Today, just 2.3% of healthcare spending in the U.S. comes from in vitro diagnostics. Think about that for a second – it’s a statement about our traditional view of the value of diagnostics. This is the number one reason why we see so many therapeutics startups receive large sums of venture capital, while relatively little is directed toward diagnostics.

We pay a lot for drugs, not so much for diagnostics.

Looking a little further into the healthcare spending data, we can presume that advanced genomic tests from specialty laboratories – one of the most technologically promising aspects of the diagnostics industry — account for an even smaller slice of overall spending. If we doubled or even tripled that spending in order to detect health problems earlier — to start treatment of diseases when they are far less expensive to manage than they are in later stages — we would still be coming out ahead on overall expenditures. Testing is cheap compared to long-term illness, treatment, and death.

Placing a higher priority on the development and availability of advanced genomic tests for early disease detection would represent a major step in shifting our healthcare system’s focus from treatment to wellness. Diagnostics can help us catch diseases early, prevent the spread of illness, keep people healthy at work, and reduce all kinds of costs associated with undiagnosed disease and therapies. While those of us in the diagnostics community have known this all along, the COVID-19 pandemic has raised awareness of it for a much larger audience.

We need payers to buy into the value of early diagnosis through more sensitive and less invasive testing. This model can save lives and lower costs. Yet in the past, government agencies and insurance companies have often balked at covering such tests.

Consider the example of idiopathic pulmonary fibrosis (IPF), a serious and progressive lung disease. It takes the typical patient years to get diagnosed, often through multiple invasive, costly and potentially dangerous procedures. During that time, more than 20% of these patients will be given treatments that can actually harm them. My company has developed a clinically validated genomic test that can help end the diagnostic odyssey and get patients on the right treatment faster. This would improve health and reduce healthcare costs, and yet private payers have been very slow to cover it.

If we can conceive of pandemic-related diagnostic strategies to determine which people are safe to go to school, get on a plane, or return to work, then surely we can see the value in using diagnostic tests to tackle other leading causes of death.

We need to start waking up and realizing the benefits of early diagnosis of disease — the idea that we can test to stay well, instead of counting on therapies to make us well again.

Perhaps the new models of testing established for the pandemic will jump-start a different approach to diagnosis.

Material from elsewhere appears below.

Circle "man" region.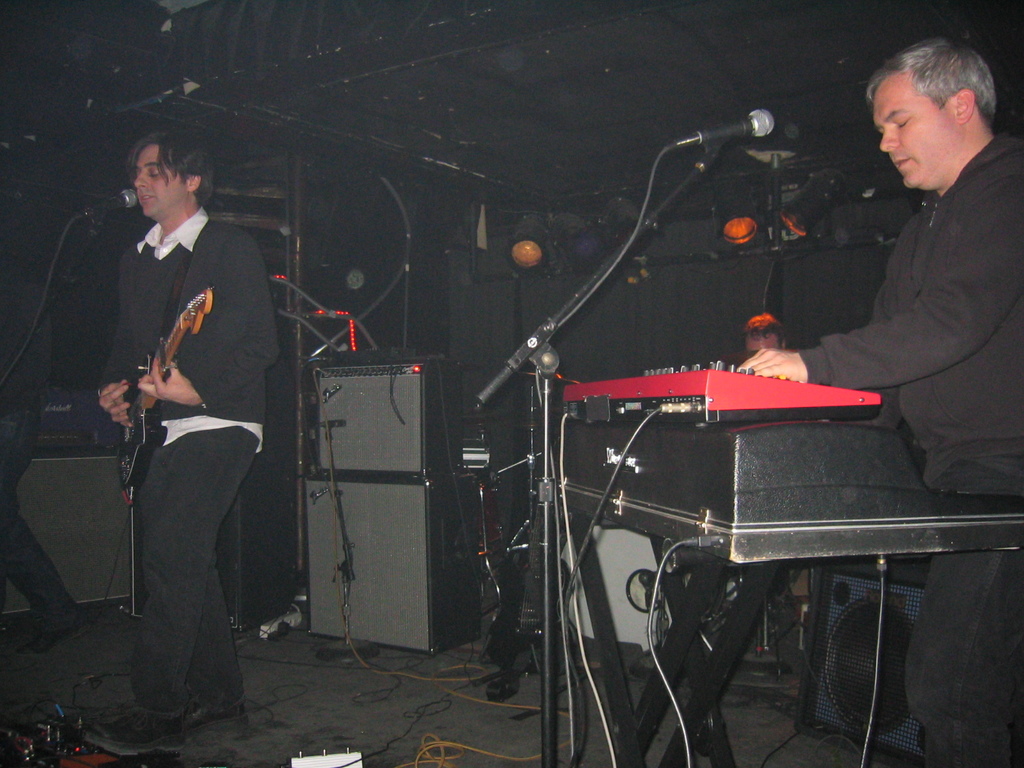
Region: [741,42,1021,767].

Could the new model of workplace testing be an avenue that opens up diagnostics beyond just COVID-19 testing? For example, does it open the door for broader screening and earlier detection of lung cancer? There are obvious issues with how much access employers have to their employees’ health information, and those will have to be managed carefully. But if employees come to trust their employers to deliver high-quality diagnostic tests — perhaps better tests than those they could access through typical healthcare channels — this could transform the valuation of and payment for important tests designed to keep people healthier and keep insurance premiums in check.

Self-insured employers could be the first to adopt this approach, and if it proves successful, other large employers might quickly follow suit. This is not enough, but it could be an interesting place to start.

COVID-19 has changed the way we are delivering healthcare and has — at least for the moment — dramatically increased the value we place on diagnostics and early detection. I truly believe if we can hold onto the lessons we are learning from this pandemic, there could be a brighter future for improving health and reducing healthcare costs through the use of diagnostic tests across a wide range of diseases and health conditions.

Bonnie H. Anderson is Chairman and Chief Executive Officer of Veracyte, a global genomic diagnostics company that improves patient care by providing answers to clinical questions that inform diagnosis and treatment decisions.